You have to look at the details, the bistro chair, the mustard pot... And the face, that's really it! Calder was in Paris in 1946, for an exhibition.
Steinberg, too, was a faithful visitor to Paris and the Maeght Gallery. Two Americans in Paris.


Masterpiece of photography, Robert Doisneau, "Café noir et blanc, Joinville-le-Pont", 1948.


Léonard Foujita, "Au café", 1949.

Tsuguharu Foujita means: heir of peace and field of wisteria!
Tokyo and Paris are his two homelands, of birth and of heart: "My body grew up in Japan, but my painting grew up in France", said Foujita. The composition is amazing, with the edge of the table slightly slanted, recalling the codes of Dutch still lifes, the colors also recall them, and this small space under the table, which attracts our eyes, the mystery is there!


This corner of Saint Germain des Près has not changed too much. Marguerite Duras on the terrace of the Petit Saint Benoit, photo by Robert Doisneau, 1952.


At the Wiener café by Moriz Jung.

Alberto and Annette Giacometti, Café Express, Paris. December 1957. Photo by Robert Doisneau.

Ahhhh, a good coffee, unheard of, it hasn't even cooled since 1961, Roy Lichtenstein, "Cup of Coffee". This is an emblematic work of Pop Art, representing everyday objects or overconsumption. The object, nothing but the object.


" Terrasse de café ", Alberto Giacometti, plate of " Paris sans fin ", sublime book composed of original lithographs ", 1965.

Jörg Immendorff, "Cafe Deutschland", 1980.

Between 1977 and 1982, Immendorff created a series of paintings, drawings and prints entitled Cafe Deutschland, in which the opposing ideologies of East and West Germany are represented on a metaphorical stage.
Uninhabited tables occupy the foreground of this monumental canvas, on which candles burn in red, black and yellow - the colors of the German flag. On the surface of a large freestanding bookcase on the left, Berlin's Brandenburg Gate is painted, seen from the west. Small figures desperately climb the library; it is a stand-in for the Berlin Wall, which physically divided the city from 1961 to 1989.


Manolo Valdes, "La Taza", 1994.


For my Cafés and Bistros series, the most beautiful counter is the one at the Café de la Place in Saint-Paul-de-Vence, of course. At the very end of the counter, on the wall, "Fanny" see below.
This jewel hangs on the wall, it is the Fanny of the Café de la Place in Saint-Paul-de-Vence.
It is César, the sculptor who realized it, the Dadaists would not have disowned it.
To be "Fanny" in the south of France, it is when in petanque a loser has not scored any point in the game, then, he must kiss Fanny's buttocks.
Then one rushes in front of the small theater, attracted by the ardently agitated bell, the curtain is closed, the loser is placed in front, and under the houuuu, the curtain opens and he must kiss the beautiful pink buttocks. César has even hung a mini stool "for the little ones". Public humiliation that announces a general tour! Traditions are not lost, and that's good.

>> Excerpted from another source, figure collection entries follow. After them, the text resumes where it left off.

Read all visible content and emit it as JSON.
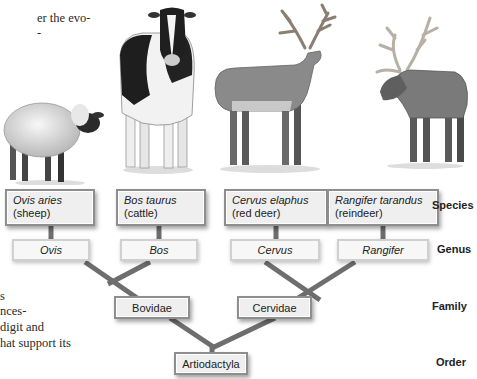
{
  "text_fragments": [
    {
      "text": "er the evo-",
      "x": 37,
      "y": 11
    },
    {
      "text": "",
      "x": 37,
      "y": 26
    },
    {
      "text": "s",
      "x": 0,
      "y": 289
    },
    {
      "text": "nces-",
      "x": 0,
      "y": 304
    },
    {
      "text": " digit and",
      "x": 0,
      "y": 320
    },
    {
      "text": "hat support its",
      "x": 0,
      "y": 336
    }
  ],
  "animals": [
    {
      "name": "sheep"
    },
    {
      "name": "cow"
    },
    {
      "name": "red-deer"
    },
    {
      "name": "reindeer"
    }
  ],
  "species": [
    {
      "scientific": "Ovis aries",
      "common": "(sheep)"
    },
    {
      "scientific": "Bos taurus",
      "common": "(cattle)"
    },
    {
      "scientific": "Cervus elaphus",
      "common": "(red deer)"
    },
    {
      "scientific": "Rangifer tarandus",
      "common": "(reindeer)"
    }
  ],
  "genus": [
    "Ovis",
    "Bos",
    "Cervus",
    "Rangifer"
  ],
  "family": [
    "Bovidae",
    "Cervidae"
  ],
  "order": [
    "Artiodactyla"
  ],
  "ranks": {
    "species": "Species",
    "genus": "Genus",
    "family": "Family",
    "order": "Order"
  },
  "colors": {
    "branch": "#6e6e6e",
    "box_border": "#8e8e8e",
    "box_fill": "#efefef"
  }
}
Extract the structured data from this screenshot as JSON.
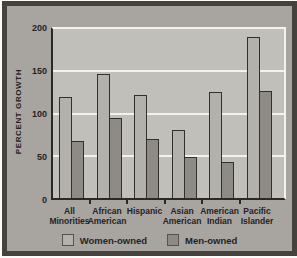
{
  "chart_data": {
    "type": "bar",
    "title": "",
    "ylabel": "PERCENT GROWTH",
    "xlabel": "",
    "categories": [
      "All Minorities",
      "African American",
      "Hispanic",
      "Asian American",
      "American Indian",
      "Pacific Islander"
    ],
    "category_lines": [
      [
        "All",
        "Minorities"
      ],
      [
        "African",
        "American"
      ],
      [
        "Hispanic"
      ],
      [
        "Asian",
        "American"
      ],
      [
        "American",
        "Indian"
      ],
      [
        "Pacific",
        "Islander"
      ]
    ],
    "series": [
      {
        "name": "Women-owned",
        "values": [
          120,
          147,
          122,
          81,
          125,
          191
        ],
        "color": "#b3b1ac"
      },
      {
        "name": "Men-owned",
        "values": [
          67,
          95,
          70,
          48,
          43,
          127
        ],
        "color": "#8e8b86"
      }
    ],
    "yticks": [
      0,
      50,
      100,
      150,
      200
    ],
    "ylim": [
      0,
      200
    ],
    "grid": true,
    "legend_position": "bottom"
  },
  "colors": {
    "figure_background": "#a8a5a1",
    "plot_background": "#c1bfba",
    "gridline": "#f3f2ef",
    "axis": "#2b2925",
    "bar_outline": "#32302c",
    "frame_border": "#45423e",
    "text": "#25231f",
    "page": "#fbfbf9"
  }
}
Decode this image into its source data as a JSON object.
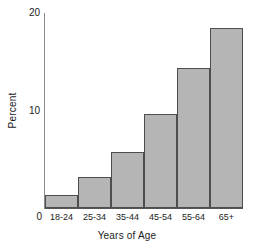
{
  "chart_data": {
    "type": "bar",
    "title": "",
    "xlabel": "Years of Age",
    "ylabel": "Percent",
    "categories": [
      "18-24",
      "25-34",
      "35-44",
      "45-54",
      "55-64",
      "65+"
    ],
    "values": [
      1.3,
      3.2,
      5.7,
      9.6,
      14.4,
      18.5
    ],
    "ylim": [
      0,
      20
    ],
    "yticks": [
      0,
      10,
      20
    ],
    "ytick_labels": [
      "0",
      "10",
      "20"
    ],
    "grid": false,
    "legend": null,
    "bar_fill_color": "#b5b5b5",
    "bar_edge_color": "#4d4d4d",
    "axis_color": "#555555",
    "background_color": "#ffffff"
  }
}
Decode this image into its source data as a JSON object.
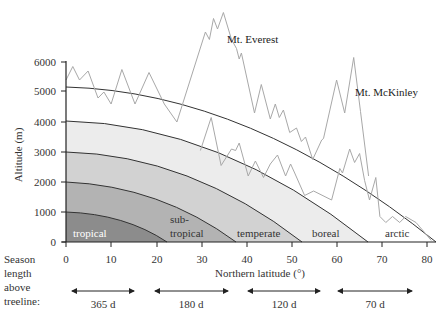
{
  "chart_data": {
    "type": "line",
    "title": "",
    "xlabel": "Northern latitude (°)",
    "ylabel": "Altitude (m)",
    "xlim": [
      0,
      82
    ],
    "ylim": [
      0,
      6000
    ],
    "x_ticks": [
      0,
      10,
      20,
      30,
      40,
      50,
      60,
      70,
      80
    ],
    "y_ticks": [
      0,
      1000,
      2000,
      3000,
      4000,
      5000,
      6000
    ],
    "grid": false,
    "zone_boundaries": [
      {
        "name": "tropical upper boundary",
        "altitude_at_equator": 1000,
        "latitude_at_sea_level": 22
      },
      {
        "name": "subtropical upper boundary",
        "altitude_at_equator": 2000,
        "latitude_at_sea_level": 38
      },
      {
        "name": "temperate upper boundary",
        "altitude_at_equator": 3000,
        "latitude_at_sea_level": 52
      },
      {
        "name": "boreal upper boundary",
        "altitude_at_equator": 4000,
        "latitude_at_sea_level": 67
      },
      {
        "name": "treeline",
        "altitude_at_equator": 5200,
        "latitude_at_sea_level": 82
      }
    ],
    "zones": [
      {
        "label": "tropical",
        "color": "#8c8c8c",
        "text_color": "#ffffff"
      },
      {
        "label": "sub-\ntropical",
        "color": "#b3b3b3",
        "text_color": "#333333"
      },
      {
        "label": "temperate",
        "color": "#d2d2d2",
        "text_color": "#333333"
      },
      {
        "label": "boreal",
        "color": "#ececec",
        "text_color": "#333333"
      },
      {
        "label": "arctic",
        "color": "#ffffff",
        "text_color": "#333333"
      }
    ],
    "series": [
      {
        "name": "Mountain profile A (Mt. Everest)",
        "annotation": "Mt. Everest",
        "points_lat_alt": [
          [
            0,
            5400
          ],
          [
            1.5,
            5850
          ],
          [
            3,
            5400
          ],
          [
            4.9,
            5700
          ],
          [
            7.1,
            4800
          ],
          [
            8.4,
            5000
          ],
          [
            10,
            4600
          ],
          [
            12.4,
            5750
          ],
          [
            15.3,
            4600
          ],
          [
            18.4,
            5650
          ],
          [
            21.8,
            4600
          ],
          [
            24.6,
            4000
          ],
          [
            30.9,
            7000
          ],
          [
            31.8,
            6750
          ],
          [
            32.7,
            7450
          ],
          [
            33.6,
            7100
          ],
          [
            34.9,
            7650
          ],
          [
            36.7,
            6750
          ],
          [
            37.8,
            6450
          ],
          [
            38.4,
            6100
          ],
          [
            38.9,
            6300
          ],
          [
            41.8,
            4300
          ],
          [
            43.3,
            5250
          ],
          [
            45.3,
            4100
          ],
          [
            46.4,
            4600
          ],
          [
            47.3,
            4150
          ],
          [
            48.2,
            4400
          ],
          [
            49.6,
            3650
          ],
          [
            51.1,
            3800
          ],
          [
            52.2,
            3350
          ],
          [
            53.1,
            3500
          ],
          [
            54.7,
            2750
          ],
          [
            56.7,
            3400
          ],
          [
            57.1,
            3450
          ],
          [
            60,
            5400
          ],
          [
            61.8,
            4300
          ],
          [
            63.8,
            6150
          ],
          [
            65.3,
            4350
          ],
          [
            67.1,
            2200
          ]
        ]
      },
      {
        "name": "Mountain profile B (Mt. McKinley)",
        "annotation": "Mt. McKinley",
        "points_lat_alt": [
          [
            29.8,
            3050
          ],
          [
            32.2,
            4150
          ],
          [
            34.4,
            2550
          ],
          [
            36.7,
            3100
          ],
          [
            37.6,
            3050
          ],
          [
            38.4,
            3300
          ],
          [
            40.4,
            2200
          ],
          [
            42,
            2700
          ],
          [
            43.8,
            2150
          ],
          [
            45.3,
            2600
          ],
          [
            46.9,
            2900
          ],
          [
            48.7,
            2200
          ],
          [
            49.8,
            2600
          ],
          [
            50.7,
            2300
          ],
          [
            52.9,
            1550
          ],
          [
            54.9,
            1700
          ],
          [
            58.9,
            1400
          ],
          [
            60.7,
            2450
          ],
          [
            61.3,
            2300
          ],
          [
            62.9,
            3100
          ],
          [
            64,
            2650
          ],
          [
            65.1,
            2950
          ],
          [
            66.2,
            2050
          ],
          [
            67.3,
            1400
          ],
          [
            68.7,
            2150
          ],
          [
            69.6,
            850
          ],
          [
            70.9,
            650
          ],
          [
            72.4,
            850
          ],
          [
            74,
            650
          ],
          [
            75.3,
            850
          ],
          [
            77.6,
            650
          ],
          [
            79.6,
            300
          ],
          [
            81,
            50
          ]
        ]
      }
    ],
    "season_length_above_treeline": {
      "label": "Season length above treeline:",
      "spans": [
        {
          "from_lat": 1.3,
          "to_lat": 14.9,
          "value": "365 d"
        },
        {
          "from_lat": 19.8,
          "to_lat": 36,
          "value": "180 d"
        },
        {
          "from_lat": 40.4,
          "to_lat": 56.4,
          "value": "120 d"
        },
        {
          "from_lat": 60.4,
          "to_lat": 76.9,
          "value": "70 d"
        }
      ]
    }
  },
  "labels": {
    "ylabel": "Altitude (m)",
    "xlabel": "Northern latitude (°)",
    "season_line1": "Season",
    "season_line2": "length",
    "season_line3": "above",
    "season_line4": "treeline:",
    "everest": "Mt. Everest",
    "mckinley": "Mt. McKinley",
    "zone_tropical": "tropical",
    "zone_sub1": "sub-",
    "zone_sub2": "tropical",
    "zone_temperate": "temperate",
    "zone_boreal": "boreal",
    "zone_arctic": "arctic",
    "season_365": "365 d",
    "season_180": "180 d",
    "season_120": "120 d",
    "season_70": "70 d",
    "ytick_0": "0",
    "ytick_1000": "1000",
    "ytick_2000": "2000",
    "ytick_3000": "3000",
    "ytick_4000": "4000",
    "ytick_5000": "5000",
    "ytick_6000": "6000",
    "xtick_0": "0",
    "xtick_10": "10",
    "xtick_20": "20",
    "xtick_30": "30",
    "xtick_40": "40",
    "xtick_50": "50",
    "xtick_60": "60",
    "xtick_70": "70",
    "xtick_80": "80"
  }
}
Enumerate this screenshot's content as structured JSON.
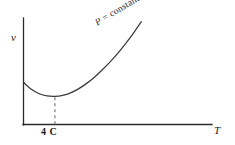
{
  "chart_data": {
    "type": "line",
    "title": "",
    "subtitle": "",
    "xlabel": "T",
    "ylabel": "v",
    "annotations": [
      {
        "text": "P = constant",
        "symbol": "P",
        "rest": " = constant",
        "rotation_deg": -31
      }
    ],
    "x_tick_labels": [
      "4 C"
    ],
    "x_tick_values": [
      4
    ],
    "y_tick_labels": [],
    "grid": false,
    "legend": false,
    "legend_position": "none",
    "xlim": [
      0,
      24
    ],
    "ylim": [
      0,
      12
    ],
    "series": [
      {
        "name": "P = constant",
        "comment": "specific volume of water vs temperature, minimum at 4 C",
        "x": [
          0,
          1,
          2,
          3,
          4,
          5,
          6,
          7,
          8,
          9,
          10,
          11,
          12,
          13,
          14,
          15
        ],
        "y": [
          4.8,
          4.0,
          3.5,
          3.25,
          3.2,
          3.32,
          3.6,
          4.05,
          4.65,
          5.35,
          6.2,
          7.1,
          8.1,
          9.2,
          10.4,
          11.7
        ]
      }
    ],
    "markers": [
      {
        "name": "minimum-dropline",
        "style": "dashed-vertical",
        "x": 4,
        "y": 3.2
      }
    ],
    "colors": {
      "axis": "#2b2b2b",
      "curve": "#3a3a3a",
      "dashed": "#6e6e6e",
      "text": "#1a1a1a",
      "background": "#ffffff"
    }
  },
  "axes": {
    "y_label": "v",
    "x_label": "T"
  },
  "ticks": {
    "x_4c": "4 C"
  },
  "annotation": {
    "symbol": "P",
    "rest": " = constant",
    "full": "P = constant"
  }
}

Coffee with Rita Hayworth, Orson Welles and Marlene Dietrich.


Dear Jacques Brel, timeless.


The morning coffee with Marilyn, it's even better.

Aki Kuroda, a must in Parisian bars, here on rue Daguerre, photo by my sister Flo.

And to finish, another painting by Pierre Bonnard.

Pierre Bonnard, "The red-checked tablecloth or " Le déjeuner au chien ", 1910.

We feel the dog's expectation, we imagine his gaze trying to catch the woman's, and yet Bonnard does not need to paint the detail of the eyes. A certain idea of happiness: to be seated in front of a good cup of coffee with your dog asking for a piece of croissant? Bonnard has kept from his Nabis period this incredible use of decorative motifs or fabrics, he uses them to structure his works. He includes them as collages, plastered on his work, without any will to create a perspective or a reality. A masterpiece of construction. Nothing is symmetrical, nor straight, and yet all is balance.